On 27 April 2022, the Administrative Court gave judgment in Advinia v Care Quality Commission [2022] EWHC 965 (Admin), a case that clarified the operation of an important aspect of the Market Oversight Regime for larger care service providers.
The Market Oversight Regime (“MOR”) was introduced by the Care Act 2014 (“the 2014 Act”), partly in response to the failure of Southern Cross Healthcare in 2011. Southern Cross was at the time the UK’s largest care homes operator, with 31,000 residents. Its failure was, at least in part, considered to be attributable to a lack of oversight of the care service market. Accordingly, the MOR was established with the underlying aim of establishing a regulatory regime that would ensure continuity of care for vulnerable care service users in the event of financial distress or market exit of a major provider of care services.
Within the MOR, both the Care Quality Commission (“CQC”) and the local authority for the area within which the service provider operates are allocated functions.
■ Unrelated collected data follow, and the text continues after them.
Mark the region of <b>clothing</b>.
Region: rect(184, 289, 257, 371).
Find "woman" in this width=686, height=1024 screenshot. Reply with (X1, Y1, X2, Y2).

Where a registered care provider becomes unable to carry on a regulated activity because of business failure, the relevant local authority comes under an obligation (s.48 of the 2014 Act) to meet all the needs for care and support of adults (as well as the support needs of carers) that were being met by the provider immediately before it became unable to carry on the regulated activity. This obligation arises whether or not the adults in question are ordinarily resident in the local authority’s area.
In advance of actual business failure, the CQC has an oversight role. The CQC is an executive non-departmental public body, overseen by the Department of Health and Social Care. The CQC was established by the Health and Social Care Act 2008. Its main purpose is identified in section 3 of the 2008 Act as being to “protect and promote the health, safety and welfare of people who use health and social care services”.
Within the MOR, the CQC is required to assess the financial sustainability of the provider’s business (s.55(1) of the 2014 Act); and is also required to assess whether the provider is “likely” to become unable to carry on its regulated activity because of business failure (s.56(1) of the 2014 Act). If the CQC concludes that the provider is likely to become unable to carry on its regulated activity, it is, amongst other things, required to inform the local authority that would come under the s.48 duty of that fact, as well as sharing with that local authority any information about the provider that it considers would assist the local authority in discharging its s.48 duty.
The detailed operation of the MOR is set out in the CQC’s guidance document Market Oversight of ‘difficult to replace’ providers of adult social care, Guidance for providers, February 2021 (“the MOR Guidance”). The MOR Guidance sets out the six-stage MOR process, which begins at stage 1 with entry into the MOR and, where the relevant requirements are met, ends at stage 6 with notification to the local authority. The MOR Guidance also makes it clear that, at Stage 6, other public bodies may also need to be informed/provided with information about the service provider.
The MOR operates largely on the basis of sensitive commercial information that is provided by service providers to the CQC to enable the CQC to discharge its statutory duties and to monitor the level of risk in the provider’s business operations. One reason why Stage 6 is of particular relevance from a service provider’s perspective is that, otherwise, the operation of the MOR is generally confidential, reflecting the sensitive commercial information that forms the basis for the CQC’s assessments.
In the proceedings, Advinia Health Care Limited, a registered provider of care services subject to the MOR, challenged by way of judicial review several aspects of the MOR Guidance. Its main ground of challenge was that the MOR Guidance misstated the law in stating that “likely” in s.56(1) meant a “real possibility”, and that the correct meaning of likely in this context was “more probable than not” (Advinia’s other grounds of challenge, which attacked particular features of the MOR Guidance, were dismissed).
The Administrative Court (Butcher J) concluded that Advinia’s argument was correct, and that “likely” in s.56(1) meant “more probable than not”. As a result, it is now clear that the CQC can only conclude that business failure of a provider is likely where it is satisfied that there is a more than 50% chance of business failure materialising; and it is only at that point that the CQC becomes obliged to inform the relevant local authority and provide information about the service provider. One of the factors that Butcher J considered in coming to the above conclusion was that the above interpretation of likely “reduces the risk of a 'self-fulfilling prophecy' of failure” that might arise if a notification is made prematurely.
Admas Habteslasie, alongside David Blundell QC, appeared for the Defendants.